How to Style Imitation Jewellery for Weddings and Festive Occasions

There is a version of imitation jewellery styling that works very well and a version that does not. The difference is not the price of the pieces. It is how they are put together.

One heavy piece, not three medium ones

The most common styling mistake with imitation jewellery is overloading. A statement necklace, chunky earrings, a maang tikka, two bracelets, and three rings worn together do not say "full bridal look". Pick one heavy piece and let everything else support it.

If your necklace is the point, the earrings should be smaller. If your maang tikka is dramatic, the necklace can be shorter and simpler. The eye needs somewhere to land.

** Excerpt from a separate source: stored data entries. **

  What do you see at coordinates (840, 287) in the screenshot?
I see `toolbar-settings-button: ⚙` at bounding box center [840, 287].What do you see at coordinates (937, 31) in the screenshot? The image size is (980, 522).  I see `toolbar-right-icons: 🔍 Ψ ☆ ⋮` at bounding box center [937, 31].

Match the finish to the occasion

Antique and gold look finishes photograph warmly in daylight and candlelight. They suit daytime functions, mehendi, haldi, and temple ceremonies well.

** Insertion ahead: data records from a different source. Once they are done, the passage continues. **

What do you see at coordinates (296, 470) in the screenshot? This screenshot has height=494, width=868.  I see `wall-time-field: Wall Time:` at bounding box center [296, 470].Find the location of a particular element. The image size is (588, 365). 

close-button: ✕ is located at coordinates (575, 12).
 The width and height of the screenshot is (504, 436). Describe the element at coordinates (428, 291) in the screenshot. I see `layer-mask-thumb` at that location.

Swaroski pieces do the opposite — they come alive under bright lighting, making them better for evening receptions and sangeet where the lighting is theatrical.

For sarees

Silk and Banarasi sarees can hold their own against heavy Kundan or Heritage sets. Chiffon and georgette are thinner, so a long chain pendant or lighter longset tends to work better than a wide, heavy necklace.

For lehengas

Look at how embroidered the blouse is before you decide on a necklace. A heavily embellished blouse with a high neckline is already doing a lot. A maang tikka and earrings is often the stronger choice in that situation.

For anarkalis

Anarkalis work incredibly well with longsets. A good Heritage or Rajwadi longset on a plain anarkali is a complete outfit. It does not need much else.

The bangles question

More is more with bangles, within reason. A full set of openable kadas stacked together has a completely different energy than one or two bangles worn alone. Browse our Bangle Collection.